I got nothing, Frank,
Tip had said.
They’re killing us, Frank.

“Carson,” Frank said, and Carson was quick, understanding without Frank having to say it. They moved toward Tip in unison, reaching him just as he leveled his aim at Cryder. Frank yelled at Cryder to get down. Then the moment turned to a chaos of sweat and fumbling and the rank odor of Tip’s body, too close, too thick, and damp and heavy as Frank and Carson pushed him backward and down. The three of them barreled into a shelving unit together, and the gun discharged once, firing through the bottom pane of the Lil’ Champ’s windowed front door but missing Cryder, now crouched in mute fear by the Lotto stand, by a healthy margin. Tip dropped the gun, and Carson kicked it, sending it sliding under a freezer case. When the front door’s glass shards settled, the silence was complete and astounding, broken after a moment by the sound of Tip’s voice, thin and frightened.

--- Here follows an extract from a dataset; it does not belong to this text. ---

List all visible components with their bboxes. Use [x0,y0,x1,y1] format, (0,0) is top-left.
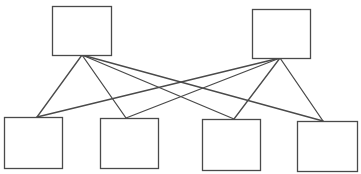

“Frank,” Tip said. “Oh, shit, Frank.”

The most frightening aspect of death, it occurred to Frank later, was its obdurate, intractable randomness. It was true that at times death could be seen approaching from a great distance, slow but insistent, beating a drum for the sick, for example, or for the old. But then there were times, and in Frank’s experience this had been the norm, when it struck from seemingly nowhere. Bam! Done! It made him unsteady on his feet, unsure of his position. There were times, as when he was driving over the Intracoastal, across the Vilano Bridge, with the ocean spread gray and gleaming in the distance, or when he was bobbing alone in his kayak, watching through water clear as air as the mudminnows delicately nibbled the bait from around the sharp point of his hook, when the beauty was nearly painful, and Frank would have a moment of cloudiness, of vertigo, and he would wonder if perhaps he was, in fact, already dead and just hadn’t realized it yet. There was really no telling. None of this made any sense at all.

To wit: nobody had wanted Will or Arla to die. But they did. Tip Breen had very much wanted Alonzo Cryder to die. But he didn’t. Didn’t even get hurt, really, if Frank didn’t count Cryder’s wounded dignity over the fact that he’d burst into tears once he realized he wasn’t shot and had to venture into the hellish interior of the Lil’ Champ’s men’s room to wipe his face, blow his nose, and generally collect himself.

But Cryder was alive. They all were. By the time the police arrived and packed Tip into the back of a crusier, the rest of the Bravos and Biaggio had hurried down from Sterling’s and had gathered, shaken, outside the store, where now they waited as first Carson and then Frank gave statements to the police. Nearby, Cryder finished a protracted interview with a young cop who looked both confused by the paperwork and intimidated by the little throng of bystanders gawking at the commotion—but thank God for small favors it wasn’t Do-Key on the scene, for once, Frank thought. The family stood near Cryder’s Mercedes, except Carson, who was sitting on the hood.

“Helluva day,” Dean said.

“My God,” Carson said. He exhaled. “Can we get off this ride now?”

“You can get off my
car,
Bravo,” Cryder snapped as he approached.

Carson waited a beat, then slid down from the Mercedes.

“You’re welcome,” Carson said.

“For what?” Cryder said. He sniffed.